Building
Around 1900, the Municipality of Schaerbeek began organising architectural competitions that required the use of materials costing at least 50 francs per m2. This proved a great way to encourage architects' creativity!
In 1905 and 1906, Gustave Strauven drew up plans for two groups of rental-apartment buildings, facing each other like fortresses, on the corner of the new Avenue Louis Bertrand and Rue Josaphat.
The ground floor became home to Café des Beaux-Arts, with its elegant wrought-iron canopy. Above were five floors of apartments, whose rents got progressively smaller from one storey to the next. All the materials and techniques conform to Strauven's impetuous, staccato, buoyant style.
The inventive architect has deconstructed the various elements of the façades to create a design that offers onlookers a form of escapism. He adds interest to the elevations by means of loggias or oriels placed one above the other and pointed balconies with slender cast-iron pillars or sets of corbels between storeys. The skin of the façades vibrates with the colours of the alternating brick and stone layers and of the ceramic panels. Further evidence of the architect's distinctive brilliance can be found in the carved stone, the use of cast and wrought iron, and even the Japanese-style profile of the wooden corbels.
"Un de plus !" ("Another one!") was the headline in a newspaper in 1983, as it reported on the sorry sight of the canopy lying in pieces on the pavement and tried to alert city councillors to the threat facing Brussels' Art Nouveau heritage, which was still not properly appreciated at the time. Brought back from the brink, the canopy was restored to its rightful place, along with the original joinery that had been stored in the building's cellar.
Nearby
By the same architect
In 1905 and 1906, Gustave Strauven drew up plans for two groups of rental-apartment buildings, facing each other like fortresses, on the corner of the new Avenue Louis Bertrand and Rue Josaphat.
The ground floor became home to Café des Beaux-Arts, with its elegant wrought-iron canopy. Above were five floors of apartments, whose rents got progressively smaller from one storey to the next. All the materials and techniques conform to Strauven's impetuous, staccato, buoyant style.
The inventive architect has deconstructed the various elements of the façades to create a design that offers onlookers a form of escapism. He adds interest to the elevations by means of loggias or oriels placed one above the other and pointed balconies with slender cast-iron pillars or sets of corbels between storeys. The skin of the façades vibrates with the colours of the alternating brick and stone layers and of the ceramic panels. Further evidence of the architect's distinctive brilliance can be found in the carved stone, the use of cast and wrought iron, and even the Japanese-style profile of the wooden corbels.

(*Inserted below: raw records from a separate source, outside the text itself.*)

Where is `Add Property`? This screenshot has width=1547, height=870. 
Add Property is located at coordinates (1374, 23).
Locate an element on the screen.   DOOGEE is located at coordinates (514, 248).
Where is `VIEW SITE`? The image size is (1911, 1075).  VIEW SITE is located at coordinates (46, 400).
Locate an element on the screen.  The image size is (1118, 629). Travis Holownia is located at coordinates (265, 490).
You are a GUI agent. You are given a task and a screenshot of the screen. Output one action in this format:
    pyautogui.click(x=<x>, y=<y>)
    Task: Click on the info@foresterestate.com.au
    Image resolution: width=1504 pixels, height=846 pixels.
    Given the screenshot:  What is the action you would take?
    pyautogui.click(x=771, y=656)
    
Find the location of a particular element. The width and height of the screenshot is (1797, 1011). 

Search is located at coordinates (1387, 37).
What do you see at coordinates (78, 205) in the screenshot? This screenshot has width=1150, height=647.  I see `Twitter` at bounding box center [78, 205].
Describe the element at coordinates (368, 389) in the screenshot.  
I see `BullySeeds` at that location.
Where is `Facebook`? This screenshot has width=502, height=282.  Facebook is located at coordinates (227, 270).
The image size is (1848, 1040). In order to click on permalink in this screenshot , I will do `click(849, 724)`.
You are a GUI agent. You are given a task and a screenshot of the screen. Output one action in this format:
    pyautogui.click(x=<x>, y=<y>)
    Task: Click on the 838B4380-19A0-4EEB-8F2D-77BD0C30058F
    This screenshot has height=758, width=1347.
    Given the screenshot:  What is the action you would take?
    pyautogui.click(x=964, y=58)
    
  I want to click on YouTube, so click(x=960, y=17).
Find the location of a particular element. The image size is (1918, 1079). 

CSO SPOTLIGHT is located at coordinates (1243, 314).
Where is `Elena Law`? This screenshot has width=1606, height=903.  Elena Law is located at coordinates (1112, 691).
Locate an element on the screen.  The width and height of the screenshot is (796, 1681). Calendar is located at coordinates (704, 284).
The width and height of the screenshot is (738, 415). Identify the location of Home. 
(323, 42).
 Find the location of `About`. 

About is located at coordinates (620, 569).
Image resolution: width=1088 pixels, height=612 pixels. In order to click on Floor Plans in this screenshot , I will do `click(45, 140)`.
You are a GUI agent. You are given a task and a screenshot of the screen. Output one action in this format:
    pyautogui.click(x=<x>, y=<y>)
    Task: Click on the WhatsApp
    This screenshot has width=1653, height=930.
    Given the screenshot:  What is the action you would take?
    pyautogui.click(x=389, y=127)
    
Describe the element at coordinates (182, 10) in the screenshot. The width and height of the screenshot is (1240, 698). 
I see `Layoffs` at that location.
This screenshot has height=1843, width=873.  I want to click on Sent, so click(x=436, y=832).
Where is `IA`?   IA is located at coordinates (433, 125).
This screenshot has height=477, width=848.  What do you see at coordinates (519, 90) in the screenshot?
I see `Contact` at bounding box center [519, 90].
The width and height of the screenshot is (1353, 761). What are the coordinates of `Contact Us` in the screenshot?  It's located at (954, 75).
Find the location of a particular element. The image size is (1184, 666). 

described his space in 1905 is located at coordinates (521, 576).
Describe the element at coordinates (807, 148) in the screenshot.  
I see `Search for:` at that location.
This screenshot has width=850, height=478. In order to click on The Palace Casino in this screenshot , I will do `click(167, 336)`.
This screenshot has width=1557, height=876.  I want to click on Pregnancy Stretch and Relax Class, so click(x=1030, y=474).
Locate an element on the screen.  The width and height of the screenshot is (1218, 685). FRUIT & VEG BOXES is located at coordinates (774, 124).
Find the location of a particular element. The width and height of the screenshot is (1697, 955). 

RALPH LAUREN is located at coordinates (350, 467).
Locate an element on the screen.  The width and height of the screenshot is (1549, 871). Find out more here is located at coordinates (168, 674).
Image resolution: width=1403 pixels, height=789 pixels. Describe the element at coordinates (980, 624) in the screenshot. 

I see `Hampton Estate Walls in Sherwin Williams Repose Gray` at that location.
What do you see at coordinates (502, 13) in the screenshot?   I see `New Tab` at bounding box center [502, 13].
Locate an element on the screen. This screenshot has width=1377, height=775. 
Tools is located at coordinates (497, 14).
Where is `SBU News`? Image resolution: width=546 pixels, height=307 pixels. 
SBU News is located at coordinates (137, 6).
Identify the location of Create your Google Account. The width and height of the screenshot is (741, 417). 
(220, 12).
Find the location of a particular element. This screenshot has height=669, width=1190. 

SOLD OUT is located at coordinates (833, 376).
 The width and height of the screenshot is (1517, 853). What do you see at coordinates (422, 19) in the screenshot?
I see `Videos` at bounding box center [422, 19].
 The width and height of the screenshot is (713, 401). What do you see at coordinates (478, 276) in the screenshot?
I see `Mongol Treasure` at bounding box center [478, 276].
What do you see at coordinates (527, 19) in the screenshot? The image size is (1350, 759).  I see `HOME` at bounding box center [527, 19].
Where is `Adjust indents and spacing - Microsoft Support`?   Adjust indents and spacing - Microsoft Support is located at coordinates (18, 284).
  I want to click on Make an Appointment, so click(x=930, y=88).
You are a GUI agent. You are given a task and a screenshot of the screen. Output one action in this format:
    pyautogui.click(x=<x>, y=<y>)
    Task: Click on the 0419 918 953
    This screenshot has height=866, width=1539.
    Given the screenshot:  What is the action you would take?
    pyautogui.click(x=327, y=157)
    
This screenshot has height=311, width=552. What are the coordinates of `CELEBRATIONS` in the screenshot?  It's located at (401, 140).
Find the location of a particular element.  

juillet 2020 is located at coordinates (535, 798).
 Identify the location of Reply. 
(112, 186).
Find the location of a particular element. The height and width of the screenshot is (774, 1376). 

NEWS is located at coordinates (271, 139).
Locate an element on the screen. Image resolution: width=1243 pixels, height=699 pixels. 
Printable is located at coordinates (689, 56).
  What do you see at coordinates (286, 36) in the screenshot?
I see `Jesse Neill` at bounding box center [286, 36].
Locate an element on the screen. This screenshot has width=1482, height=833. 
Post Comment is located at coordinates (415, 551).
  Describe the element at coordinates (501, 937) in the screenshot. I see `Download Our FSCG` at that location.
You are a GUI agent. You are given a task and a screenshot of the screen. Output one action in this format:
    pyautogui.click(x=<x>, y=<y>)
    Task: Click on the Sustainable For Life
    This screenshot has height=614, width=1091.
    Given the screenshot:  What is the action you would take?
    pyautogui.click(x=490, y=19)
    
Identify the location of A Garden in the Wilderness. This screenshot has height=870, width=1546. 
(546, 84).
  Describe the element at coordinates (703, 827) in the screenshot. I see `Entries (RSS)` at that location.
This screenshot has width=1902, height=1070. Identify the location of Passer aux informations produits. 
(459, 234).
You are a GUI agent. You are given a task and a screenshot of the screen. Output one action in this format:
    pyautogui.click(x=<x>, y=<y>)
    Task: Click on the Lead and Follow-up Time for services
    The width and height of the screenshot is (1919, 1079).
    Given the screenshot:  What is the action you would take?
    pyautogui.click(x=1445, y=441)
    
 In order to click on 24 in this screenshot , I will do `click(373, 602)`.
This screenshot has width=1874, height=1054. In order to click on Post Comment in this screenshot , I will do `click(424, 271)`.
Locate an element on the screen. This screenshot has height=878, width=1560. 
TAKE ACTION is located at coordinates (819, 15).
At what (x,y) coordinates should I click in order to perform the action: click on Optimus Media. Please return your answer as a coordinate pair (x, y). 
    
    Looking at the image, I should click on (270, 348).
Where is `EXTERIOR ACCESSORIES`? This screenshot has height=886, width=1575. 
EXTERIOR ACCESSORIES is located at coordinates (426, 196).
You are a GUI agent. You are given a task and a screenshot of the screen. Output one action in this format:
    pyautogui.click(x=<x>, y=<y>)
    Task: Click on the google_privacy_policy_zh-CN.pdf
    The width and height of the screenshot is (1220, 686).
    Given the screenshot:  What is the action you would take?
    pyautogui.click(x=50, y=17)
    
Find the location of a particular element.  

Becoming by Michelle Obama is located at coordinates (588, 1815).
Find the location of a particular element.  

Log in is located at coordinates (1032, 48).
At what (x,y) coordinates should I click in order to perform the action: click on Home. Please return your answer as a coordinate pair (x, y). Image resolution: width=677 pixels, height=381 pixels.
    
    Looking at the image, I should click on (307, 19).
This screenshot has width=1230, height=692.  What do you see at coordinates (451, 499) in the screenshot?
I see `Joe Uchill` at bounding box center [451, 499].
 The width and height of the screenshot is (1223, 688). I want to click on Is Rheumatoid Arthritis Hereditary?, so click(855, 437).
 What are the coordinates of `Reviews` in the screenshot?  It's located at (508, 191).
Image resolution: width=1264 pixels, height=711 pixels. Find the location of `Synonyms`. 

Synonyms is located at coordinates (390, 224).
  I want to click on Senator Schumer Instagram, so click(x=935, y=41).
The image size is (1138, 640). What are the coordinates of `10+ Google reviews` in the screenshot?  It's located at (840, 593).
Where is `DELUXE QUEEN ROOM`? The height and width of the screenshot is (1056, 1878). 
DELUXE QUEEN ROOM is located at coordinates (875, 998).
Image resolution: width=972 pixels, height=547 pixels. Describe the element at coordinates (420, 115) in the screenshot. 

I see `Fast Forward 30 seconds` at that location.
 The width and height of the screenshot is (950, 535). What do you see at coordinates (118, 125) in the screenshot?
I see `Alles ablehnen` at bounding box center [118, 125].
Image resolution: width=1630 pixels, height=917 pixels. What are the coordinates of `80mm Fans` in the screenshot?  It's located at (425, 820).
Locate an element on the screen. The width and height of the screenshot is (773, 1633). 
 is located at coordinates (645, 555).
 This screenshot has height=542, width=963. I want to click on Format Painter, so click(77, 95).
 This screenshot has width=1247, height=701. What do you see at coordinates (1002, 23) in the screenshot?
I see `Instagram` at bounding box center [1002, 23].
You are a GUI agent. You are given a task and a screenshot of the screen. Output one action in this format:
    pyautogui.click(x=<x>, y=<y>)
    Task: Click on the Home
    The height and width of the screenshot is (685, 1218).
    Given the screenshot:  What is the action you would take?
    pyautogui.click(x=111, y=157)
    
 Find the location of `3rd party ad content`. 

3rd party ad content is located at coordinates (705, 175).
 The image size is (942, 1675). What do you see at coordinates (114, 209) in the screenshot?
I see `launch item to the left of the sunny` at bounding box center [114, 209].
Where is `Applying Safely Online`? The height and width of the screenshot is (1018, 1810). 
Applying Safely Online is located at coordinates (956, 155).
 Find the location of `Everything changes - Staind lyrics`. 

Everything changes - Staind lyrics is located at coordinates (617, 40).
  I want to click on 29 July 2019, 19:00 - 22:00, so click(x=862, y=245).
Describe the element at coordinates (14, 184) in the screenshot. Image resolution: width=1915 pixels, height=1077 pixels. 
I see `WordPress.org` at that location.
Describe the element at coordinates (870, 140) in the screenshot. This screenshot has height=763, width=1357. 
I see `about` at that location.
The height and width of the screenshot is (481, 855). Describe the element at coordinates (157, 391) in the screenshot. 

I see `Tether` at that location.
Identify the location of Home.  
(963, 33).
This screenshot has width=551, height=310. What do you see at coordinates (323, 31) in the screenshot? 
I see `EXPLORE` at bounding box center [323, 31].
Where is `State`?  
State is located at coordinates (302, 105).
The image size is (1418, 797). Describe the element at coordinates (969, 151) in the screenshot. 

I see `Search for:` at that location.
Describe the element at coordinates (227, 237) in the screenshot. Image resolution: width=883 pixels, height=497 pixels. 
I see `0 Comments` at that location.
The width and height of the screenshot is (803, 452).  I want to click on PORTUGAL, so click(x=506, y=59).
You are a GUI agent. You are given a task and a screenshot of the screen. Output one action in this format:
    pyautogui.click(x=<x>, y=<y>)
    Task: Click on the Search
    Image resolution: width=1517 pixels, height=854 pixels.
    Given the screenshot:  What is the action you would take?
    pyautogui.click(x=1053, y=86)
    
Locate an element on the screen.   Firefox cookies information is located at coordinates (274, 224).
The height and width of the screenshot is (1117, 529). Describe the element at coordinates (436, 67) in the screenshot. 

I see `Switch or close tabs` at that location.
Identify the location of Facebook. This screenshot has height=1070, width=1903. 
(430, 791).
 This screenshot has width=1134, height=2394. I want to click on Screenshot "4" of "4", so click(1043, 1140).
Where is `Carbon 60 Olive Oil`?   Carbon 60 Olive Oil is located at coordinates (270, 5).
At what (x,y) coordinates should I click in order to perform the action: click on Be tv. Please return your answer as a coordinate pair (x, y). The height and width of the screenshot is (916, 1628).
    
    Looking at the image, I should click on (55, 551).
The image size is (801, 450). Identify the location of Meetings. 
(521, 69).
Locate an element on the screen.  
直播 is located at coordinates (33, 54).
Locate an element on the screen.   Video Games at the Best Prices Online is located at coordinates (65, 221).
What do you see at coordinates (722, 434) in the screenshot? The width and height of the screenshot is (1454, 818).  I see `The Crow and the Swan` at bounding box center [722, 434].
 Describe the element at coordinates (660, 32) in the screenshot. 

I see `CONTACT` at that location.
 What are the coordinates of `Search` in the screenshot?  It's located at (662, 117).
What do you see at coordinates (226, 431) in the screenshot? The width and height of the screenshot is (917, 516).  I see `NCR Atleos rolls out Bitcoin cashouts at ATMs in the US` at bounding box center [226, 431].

"Un de plus !" ("Another one!") was the headline in a newspaper in 1983, as it reported on the sorry sight of the canopy lying in pieces on the pavement and tried to alert city councillors to the threat facing Brussels' Art Nouveau heritage, which was still not properly appreciated at the time. Brought back from the brink, the canopy was restored to its rightful place, along with the original joinery that had been stored in the building's cellar.